People don’t really pay much attention to your skin colour when you are very young, but as you start growing up and going out more, they start noticing you. Being a teenager means having fun, exploring life and its different scenarios and letting loose without worrying about what other people might think of you. However, my experiences are not like that because of my complexion.

I currently live in Diepkloof, Soweto, the biggest township in Gauteng, if not the whole country. The place is crowded with unemployed people, poor housing (there are shacks and squatter camps everywhere), Nyaope (drug) addicts roaming the streets, teenage parents, rude taxi drivers and sewage bursts every week (the stench is nauseating).

Diepkloof is not a pleasant sight but it’ s not all bad. We have a few good shopping malls, people who are trying to make a living by starting small but profitable businesses, and developing infrastructure (schools, clinics, libraries and parks).
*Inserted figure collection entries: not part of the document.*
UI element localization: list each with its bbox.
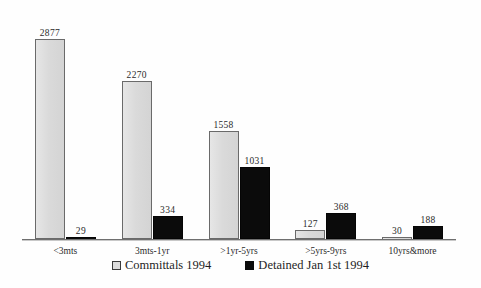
legend-item: Detained Jan 1st 1994 [245,258,369,273]
bar-group: 30188 [382,15,443,239]
bar: 334 [153,216,183,239]
bar-value-label: 30 [392,226,402,236]
bar: 1031 [240,167,270,239]
bar-value-label: 29 [76,226,86,236]
legend-item-label: Committals 1994 [125,258,211,273]
bar: 30 [382,237,412,239]
chart-legend: Committals 1994 Detained Jan 1st 1994 [0,258,481,273]
x-axis-tick-label: 3mts-1yr [109,246,196,256]
x-axis-line-shadow [22,240,456,241]
x-axis-tick-label: <3mts [22,246,109,256]
bar-value-label: 334 [160,205,175,215]
bar: 368 [326,213,356,239]
legend-item: Committals 1994 [112,258,211,273]
bar-value-label: 127 [303,219,318,229]
bar: 2270 [122,81,152,239]
x-axis-tick-label: >1yr-5yrs [196,246,283,256]
bar-group: 127368 [295,15,356,239]
bar-value-label: 188 [421,215,436,225]
bar: 127 [295,230,325,239]
dark-square-swatch-icon [245,261,254,270]
bar: 1558 [209,131,239,239]
bar-value-label: 368 [334,202,349,212]
bar-group: 15581031 [209,15,270,239]
bar-group: 287729 [35,15,96,239]
x-axis-tick-label: 10yrs&more [369,246,456,256]
bar-value-label: 2270 [127,70,147,80]
bar-value-label: 1558 [213,120,233,130]
bar-chart: 287729<3mts22703343mts-1yr15581031>1yr-5… [0,0,481,288]
legend-item-label: Detained Jan 1st 1994 [258,258,369,273]
light-square-swatch-icon [112,261,121,270]
bar: 188 [413,226,443,239]
bar: 29 [66,237,96,239]
plot-area: 287729<3mts22703343mts-1yr15581031>1yr-5… [22,8,456,232]
bar-value-label: 1031 [244,156,264,166]
bar: 2877 [35,39,65,239]
bar-group: 2270334 [122,15,183,239]
bar-value-label: 2877 [40,28,60,38]
x-axis-tick-label: >5yrs-9yrs [282,246,369,256]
I am a 16 y ear old girl who is tall, slender, has long black hair and is very light in complexion. Yes, this is probably what makes people treat me differently. Most people in my community are dark skinned so I pretty much stand out from the crowd. When I enrolled at my high school in 2014, the schooling experience was a bit different from what I had been used to. There was one day when we were at assembly (where we go to pray in the morning) and we were praying. When I was done with the prayer and opened my eyes, everyone was staring at me. It was freaky because I had never had so many people stare at me because of my skin colour.
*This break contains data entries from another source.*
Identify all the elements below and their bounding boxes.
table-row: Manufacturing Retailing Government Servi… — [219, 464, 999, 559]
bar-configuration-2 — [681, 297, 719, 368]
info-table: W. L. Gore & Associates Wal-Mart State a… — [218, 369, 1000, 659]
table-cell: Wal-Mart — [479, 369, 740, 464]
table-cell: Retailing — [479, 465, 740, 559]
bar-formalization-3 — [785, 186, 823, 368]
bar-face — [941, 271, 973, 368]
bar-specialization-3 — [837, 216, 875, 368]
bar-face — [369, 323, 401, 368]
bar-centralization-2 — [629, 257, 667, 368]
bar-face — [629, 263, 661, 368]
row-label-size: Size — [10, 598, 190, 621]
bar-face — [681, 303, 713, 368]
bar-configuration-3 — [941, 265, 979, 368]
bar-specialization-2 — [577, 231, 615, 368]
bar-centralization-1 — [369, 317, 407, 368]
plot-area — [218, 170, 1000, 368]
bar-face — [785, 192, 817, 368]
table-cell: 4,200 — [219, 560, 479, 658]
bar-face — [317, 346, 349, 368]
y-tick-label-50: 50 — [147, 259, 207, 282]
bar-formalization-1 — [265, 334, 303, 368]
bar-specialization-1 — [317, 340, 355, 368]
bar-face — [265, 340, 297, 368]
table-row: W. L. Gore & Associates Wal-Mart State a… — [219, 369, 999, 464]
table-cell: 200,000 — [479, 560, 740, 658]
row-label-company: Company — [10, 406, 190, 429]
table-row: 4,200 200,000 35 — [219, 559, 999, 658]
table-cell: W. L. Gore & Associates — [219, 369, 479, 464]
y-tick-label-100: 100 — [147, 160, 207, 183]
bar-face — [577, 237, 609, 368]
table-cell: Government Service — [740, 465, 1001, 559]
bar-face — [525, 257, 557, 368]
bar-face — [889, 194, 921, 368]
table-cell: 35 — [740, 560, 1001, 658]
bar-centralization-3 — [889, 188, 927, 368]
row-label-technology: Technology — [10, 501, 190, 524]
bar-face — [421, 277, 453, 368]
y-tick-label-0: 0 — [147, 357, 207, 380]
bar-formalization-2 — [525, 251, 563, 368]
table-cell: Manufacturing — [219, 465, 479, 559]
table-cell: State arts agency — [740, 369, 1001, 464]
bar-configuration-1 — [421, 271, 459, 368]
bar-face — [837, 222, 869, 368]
Years passed and my schoolmates got used to me. I could finally have friends that looked passed my complexion and accepted me for who I was. I was at my happiest at school. However, things didn’t really change in my community. There were a few people who had gotten used to me, but the majority hadn’t.

One day I was walking home from school and I passed a group of guys who whistled and called me a ‘yellow bone ‘. Now, I have two problems with this light skin craze:
1. It makes other people who are dark skinned seem like they are not beautiful and the y are discriminated against unfairly and
2. When people are so obsessed with your light skin colour , they end up not looking at the other qualities you might have for example your mental or physical capabilities that define you.
School is the only place where I feel like I belong. Outside of school, I feel like a foreigner who has no idea how to return back home. I just wish everyone in my community could treat me like other people. I spend so much time trying to “fit in” that I end up losing myself. People should have the freedom to live their lives in any way they want and not worry about what other people might think of them. Skin colour does not determine ones’ personality or their I.Q. All skins are beautiful and there is no colour superior to others.